Thursday, February 23, 2012

Romney's Obama-esque Tax Plan

Romney just has this knack to remind me of why I decided to not vote for him if he is the GOP nominee.  The latest reminder is his updated tax plan, which actually seems to be a mirror image of Obama's corporate tax reform plan.  That plan reduces the corporate tax rate by 20% from 35% to 28% but then eliminates deductions and adds fees.  Romney's plan reduces individual tax rates by 20% (including the top rate from 35% to 28%) but then eliminates deductions, though the details around those are unclear.  He even made this Obama-esque comment:

I'm going to limit the high-end deductions particularly for high-income folks, we can make sure the top 1 percent is paying their current share or more.

Think my calling it Obama-esque goes to far?  Check out this passage from Obama's State of the Union address:

Washington should stop subsidizing millionaires.  In fact, if you're earning a million dollars a year, you shouldn't get special tax subsidies or deductions.  On the other hand, if you make under $250,000 a year, like 98 percent of American families, your taxes shouldn't go up. 

Like Obama, he will probably go after charitable deductions, as if that is some sort of unfair tax shelter.  Charitable deductions create an incentive for people to give money to, well, charities.  While not all charities are created equal, a very large number of them exist solely to help the needy.  So by trying to punish the rich, you are, in fact, directly hurting the poor.  How does that make any sense if you are only punishing the rich because of a sense of fairness?  Oh yeah, how could I forget, Romney doesn't care about the poor anyway. 

Also, from a conservative point of view, cutting private funding to private charities will only make the poor more reliant on public handouts.  Again, that doesn't make sense.  Unless Romney just isn't a conservative.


● **BRIEF**
From the entries below, gather every line containing the string "description".

● **EXCERPTED RECORDS**
== Segment start ==

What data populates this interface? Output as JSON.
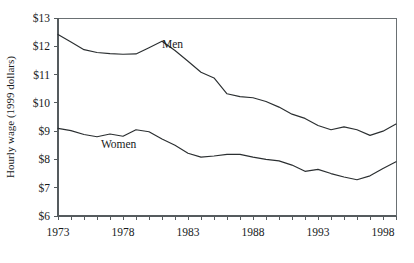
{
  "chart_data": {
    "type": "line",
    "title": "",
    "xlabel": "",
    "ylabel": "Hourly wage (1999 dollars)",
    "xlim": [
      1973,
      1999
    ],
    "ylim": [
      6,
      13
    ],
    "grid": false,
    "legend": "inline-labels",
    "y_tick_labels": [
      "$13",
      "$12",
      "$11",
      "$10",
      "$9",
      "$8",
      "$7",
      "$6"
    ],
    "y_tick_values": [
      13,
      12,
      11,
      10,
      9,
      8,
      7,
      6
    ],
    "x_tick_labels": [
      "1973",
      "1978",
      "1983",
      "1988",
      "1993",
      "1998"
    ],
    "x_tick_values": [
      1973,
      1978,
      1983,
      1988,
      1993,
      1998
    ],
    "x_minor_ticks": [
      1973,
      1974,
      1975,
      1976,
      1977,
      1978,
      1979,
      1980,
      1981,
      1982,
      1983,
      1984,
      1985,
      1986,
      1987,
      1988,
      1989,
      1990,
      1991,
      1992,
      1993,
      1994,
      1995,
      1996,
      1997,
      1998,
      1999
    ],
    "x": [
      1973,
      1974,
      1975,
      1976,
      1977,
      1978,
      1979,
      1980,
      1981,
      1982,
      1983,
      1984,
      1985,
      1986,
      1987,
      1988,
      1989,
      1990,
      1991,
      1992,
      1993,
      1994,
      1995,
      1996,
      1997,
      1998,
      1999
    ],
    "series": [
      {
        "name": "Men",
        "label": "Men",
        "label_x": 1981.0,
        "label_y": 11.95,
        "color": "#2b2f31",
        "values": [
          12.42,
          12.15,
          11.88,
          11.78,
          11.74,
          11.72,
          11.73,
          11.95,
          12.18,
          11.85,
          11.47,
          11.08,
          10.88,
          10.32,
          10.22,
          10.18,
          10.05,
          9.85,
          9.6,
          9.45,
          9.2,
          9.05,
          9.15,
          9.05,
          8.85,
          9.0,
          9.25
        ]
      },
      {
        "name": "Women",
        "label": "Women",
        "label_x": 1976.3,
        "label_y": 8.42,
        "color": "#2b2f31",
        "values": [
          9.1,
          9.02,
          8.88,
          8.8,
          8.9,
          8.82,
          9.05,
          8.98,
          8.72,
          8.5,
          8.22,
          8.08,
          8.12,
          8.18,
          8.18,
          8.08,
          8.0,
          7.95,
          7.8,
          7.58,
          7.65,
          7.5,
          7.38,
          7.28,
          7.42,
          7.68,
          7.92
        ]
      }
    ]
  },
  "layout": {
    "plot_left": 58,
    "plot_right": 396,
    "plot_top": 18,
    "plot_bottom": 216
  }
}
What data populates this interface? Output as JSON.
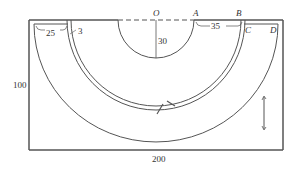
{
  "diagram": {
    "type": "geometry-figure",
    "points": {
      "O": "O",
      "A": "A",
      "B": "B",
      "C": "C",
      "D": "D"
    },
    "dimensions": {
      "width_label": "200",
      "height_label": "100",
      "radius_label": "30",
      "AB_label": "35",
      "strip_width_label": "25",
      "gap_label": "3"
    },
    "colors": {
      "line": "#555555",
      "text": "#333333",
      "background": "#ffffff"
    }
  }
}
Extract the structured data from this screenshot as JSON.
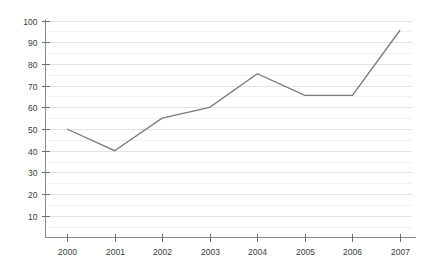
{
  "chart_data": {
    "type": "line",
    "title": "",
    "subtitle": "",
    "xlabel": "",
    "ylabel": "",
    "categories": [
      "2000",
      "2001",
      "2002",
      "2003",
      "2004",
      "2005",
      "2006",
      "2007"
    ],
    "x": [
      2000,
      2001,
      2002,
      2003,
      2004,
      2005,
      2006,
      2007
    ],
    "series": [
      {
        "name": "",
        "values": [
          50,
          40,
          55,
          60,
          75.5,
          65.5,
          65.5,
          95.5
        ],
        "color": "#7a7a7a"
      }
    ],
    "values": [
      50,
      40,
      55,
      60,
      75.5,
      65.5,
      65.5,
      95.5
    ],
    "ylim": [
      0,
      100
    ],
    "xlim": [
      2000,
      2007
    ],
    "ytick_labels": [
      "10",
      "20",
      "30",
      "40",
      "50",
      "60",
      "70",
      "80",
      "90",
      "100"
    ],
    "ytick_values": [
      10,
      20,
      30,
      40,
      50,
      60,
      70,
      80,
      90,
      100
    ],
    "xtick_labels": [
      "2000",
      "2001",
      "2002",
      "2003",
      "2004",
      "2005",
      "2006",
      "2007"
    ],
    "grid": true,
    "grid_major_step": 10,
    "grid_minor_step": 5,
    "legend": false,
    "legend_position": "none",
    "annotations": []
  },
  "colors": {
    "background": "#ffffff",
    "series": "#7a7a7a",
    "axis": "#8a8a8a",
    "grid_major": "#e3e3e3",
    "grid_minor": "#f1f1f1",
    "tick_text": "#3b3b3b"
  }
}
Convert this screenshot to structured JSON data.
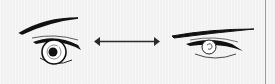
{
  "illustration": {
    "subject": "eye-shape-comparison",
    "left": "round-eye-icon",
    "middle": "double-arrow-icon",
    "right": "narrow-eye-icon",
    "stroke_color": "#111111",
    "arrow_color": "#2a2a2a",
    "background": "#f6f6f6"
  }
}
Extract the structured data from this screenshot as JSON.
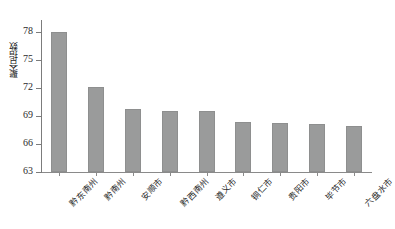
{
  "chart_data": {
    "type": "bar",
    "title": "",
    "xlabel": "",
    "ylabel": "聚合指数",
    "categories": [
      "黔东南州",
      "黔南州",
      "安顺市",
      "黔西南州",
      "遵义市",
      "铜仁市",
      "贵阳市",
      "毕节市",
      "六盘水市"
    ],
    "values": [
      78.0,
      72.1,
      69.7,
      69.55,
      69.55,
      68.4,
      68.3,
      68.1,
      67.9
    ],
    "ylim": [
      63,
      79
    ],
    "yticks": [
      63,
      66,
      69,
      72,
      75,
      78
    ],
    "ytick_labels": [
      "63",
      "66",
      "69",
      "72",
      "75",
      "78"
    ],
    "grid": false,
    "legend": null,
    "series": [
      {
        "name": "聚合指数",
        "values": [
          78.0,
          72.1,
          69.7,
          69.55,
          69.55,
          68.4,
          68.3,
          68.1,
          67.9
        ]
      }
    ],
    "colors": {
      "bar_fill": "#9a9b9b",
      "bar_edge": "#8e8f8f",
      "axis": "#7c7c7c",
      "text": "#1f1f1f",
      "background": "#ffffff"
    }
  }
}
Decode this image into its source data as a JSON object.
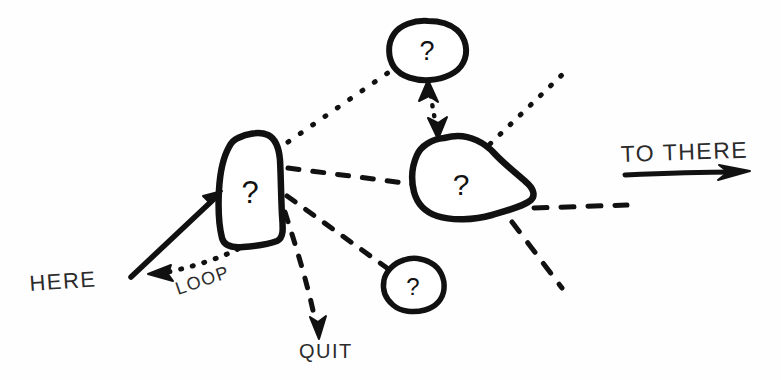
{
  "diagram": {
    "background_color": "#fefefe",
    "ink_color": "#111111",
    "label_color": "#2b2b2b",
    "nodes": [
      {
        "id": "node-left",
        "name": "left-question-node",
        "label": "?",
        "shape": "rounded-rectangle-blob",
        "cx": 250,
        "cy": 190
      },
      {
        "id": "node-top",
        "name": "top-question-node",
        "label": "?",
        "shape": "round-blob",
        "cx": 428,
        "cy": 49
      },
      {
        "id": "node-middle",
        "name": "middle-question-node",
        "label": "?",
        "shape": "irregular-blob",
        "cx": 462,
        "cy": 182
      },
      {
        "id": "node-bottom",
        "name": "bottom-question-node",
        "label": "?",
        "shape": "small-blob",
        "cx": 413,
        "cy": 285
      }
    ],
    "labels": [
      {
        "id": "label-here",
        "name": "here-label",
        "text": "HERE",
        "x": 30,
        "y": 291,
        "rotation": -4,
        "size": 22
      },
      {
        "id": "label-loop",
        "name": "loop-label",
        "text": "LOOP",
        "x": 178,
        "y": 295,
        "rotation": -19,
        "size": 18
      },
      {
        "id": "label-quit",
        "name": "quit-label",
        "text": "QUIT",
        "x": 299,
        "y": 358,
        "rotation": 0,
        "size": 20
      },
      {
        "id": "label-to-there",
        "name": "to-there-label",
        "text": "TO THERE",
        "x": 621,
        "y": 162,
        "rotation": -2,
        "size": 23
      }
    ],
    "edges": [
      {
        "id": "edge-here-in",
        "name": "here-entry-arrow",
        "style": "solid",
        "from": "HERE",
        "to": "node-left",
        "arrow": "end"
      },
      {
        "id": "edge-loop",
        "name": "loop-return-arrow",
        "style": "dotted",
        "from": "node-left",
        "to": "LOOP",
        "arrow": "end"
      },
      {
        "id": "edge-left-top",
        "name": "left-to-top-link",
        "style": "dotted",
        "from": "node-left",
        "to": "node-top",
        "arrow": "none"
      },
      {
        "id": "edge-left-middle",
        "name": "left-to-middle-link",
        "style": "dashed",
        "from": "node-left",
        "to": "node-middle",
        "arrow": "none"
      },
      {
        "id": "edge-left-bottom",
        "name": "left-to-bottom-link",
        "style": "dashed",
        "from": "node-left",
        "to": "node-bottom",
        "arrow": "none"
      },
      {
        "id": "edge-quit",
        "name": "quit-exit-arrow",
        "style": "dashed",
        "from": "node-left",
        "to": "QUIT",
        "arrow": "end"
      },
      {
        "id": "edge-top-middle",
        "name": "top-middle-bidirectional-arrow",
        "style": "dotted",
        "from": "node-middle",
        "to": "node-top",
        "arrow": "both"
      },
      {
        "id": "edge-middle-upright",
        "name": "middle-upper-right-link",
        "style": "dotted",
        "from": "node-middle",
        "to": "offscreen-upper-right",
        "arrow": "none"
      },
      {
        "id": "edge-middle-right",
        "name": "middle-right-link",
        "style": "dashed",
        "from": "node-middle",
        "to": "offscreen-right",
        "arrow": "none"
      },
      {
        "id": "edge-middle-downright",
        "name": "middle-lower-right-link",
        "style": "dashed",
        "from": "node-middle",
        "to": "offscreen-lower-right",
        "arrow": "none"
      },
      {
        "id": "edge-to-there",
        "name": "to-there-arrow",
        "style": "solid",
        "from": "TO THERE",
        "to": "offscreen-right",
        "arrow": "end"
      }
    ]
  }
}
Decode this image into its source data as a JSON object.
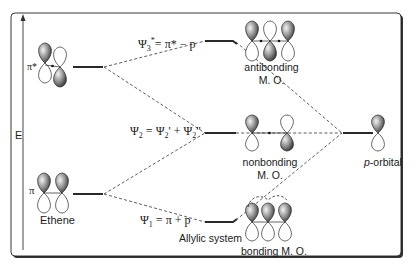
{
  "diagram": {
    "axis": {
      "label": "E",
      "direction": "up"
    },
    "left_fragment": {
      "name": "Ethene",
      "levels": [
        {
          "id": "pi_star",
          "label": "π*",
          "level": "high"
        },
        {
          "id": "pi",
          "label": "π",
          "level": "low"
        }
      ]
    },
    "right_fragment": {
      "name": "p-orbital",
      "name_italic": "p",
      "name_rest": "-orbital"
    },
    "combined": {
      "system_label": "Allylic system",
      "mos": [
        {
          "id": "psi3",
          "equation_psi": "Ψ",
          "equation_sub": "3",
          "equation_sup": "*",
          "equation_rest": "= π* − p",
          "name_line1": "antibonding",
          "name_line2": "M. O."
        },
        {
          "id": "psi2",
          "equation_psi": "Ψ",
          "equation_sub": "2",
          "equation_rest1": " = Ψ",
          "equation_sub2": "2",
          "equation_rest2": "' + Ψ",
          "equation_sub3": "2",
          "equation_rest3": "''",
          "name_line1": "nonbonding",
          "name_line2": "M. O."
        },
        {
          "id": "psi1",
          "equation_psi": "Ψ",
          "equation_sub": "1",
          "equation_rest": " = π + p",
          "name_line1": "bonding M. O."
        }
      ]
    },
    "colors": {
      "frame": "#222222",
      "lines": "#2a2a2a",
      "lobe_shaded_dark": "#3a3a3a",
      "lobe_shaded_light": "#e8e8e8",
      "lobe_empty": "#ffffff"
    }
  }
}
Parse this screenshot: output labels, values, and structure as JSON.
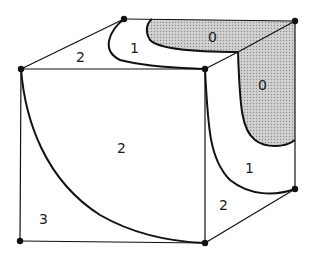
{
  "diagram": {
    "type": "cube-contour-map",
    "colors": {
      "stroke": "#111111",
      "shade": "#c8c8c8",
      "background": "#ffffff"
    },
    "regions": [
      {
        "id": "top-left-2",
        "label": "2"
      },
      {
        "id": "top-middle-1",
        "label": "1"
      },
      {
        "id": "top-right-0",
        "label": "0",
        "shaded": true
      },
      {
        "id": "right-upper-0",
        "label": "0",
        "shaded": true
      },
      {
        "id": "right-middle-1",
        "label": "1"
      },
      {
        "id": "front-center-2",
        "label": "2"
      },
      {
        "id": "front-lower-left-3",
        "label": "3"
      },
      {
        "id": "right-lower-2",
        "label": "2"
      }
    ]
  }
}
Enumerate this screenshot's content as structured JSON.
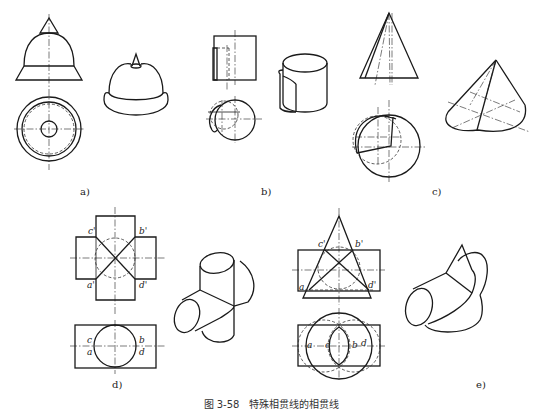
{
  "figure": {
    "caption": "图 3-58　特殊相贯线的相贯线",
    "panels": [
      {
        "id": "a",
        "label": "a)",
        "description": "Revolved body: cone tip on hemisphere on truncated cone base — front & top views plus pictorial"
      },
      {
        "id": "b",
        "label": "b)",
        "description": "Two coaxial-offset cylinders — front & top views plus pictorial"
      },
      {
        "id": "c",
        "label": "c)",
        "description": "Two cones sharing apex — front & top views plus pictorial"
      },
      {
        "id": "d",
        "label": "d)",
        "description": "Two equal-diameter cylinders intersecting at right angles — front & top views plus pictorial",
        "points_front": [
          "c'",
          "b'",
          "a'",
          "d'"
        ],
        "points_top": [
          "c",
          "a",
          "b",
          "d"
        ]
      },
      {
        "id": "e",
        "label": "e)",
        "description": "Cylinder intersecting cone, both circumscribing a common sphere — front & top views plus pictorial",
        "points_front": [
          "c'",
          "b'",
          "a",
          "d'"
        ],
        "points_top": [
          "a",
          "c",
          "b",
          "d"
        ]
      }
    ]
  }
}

== Segment end ==

● **TASK RESULT**
        "description": "Revolved body: cone tip on hemisphere on truncated cone base — front & top views plus pictorial"
        "description": "Two coaxial-offset cylinders — front & top views plus pictorial"
        "description": "Two cones sharing apex — front & top views plus pictorial"
        "description": "Two equal-diameter cylinders intersecting at right angles — front & top views plus pictorial",
        "description": "Cylinder intersecting cone, both circumscribing a common sphere — front & top views plus pictorial",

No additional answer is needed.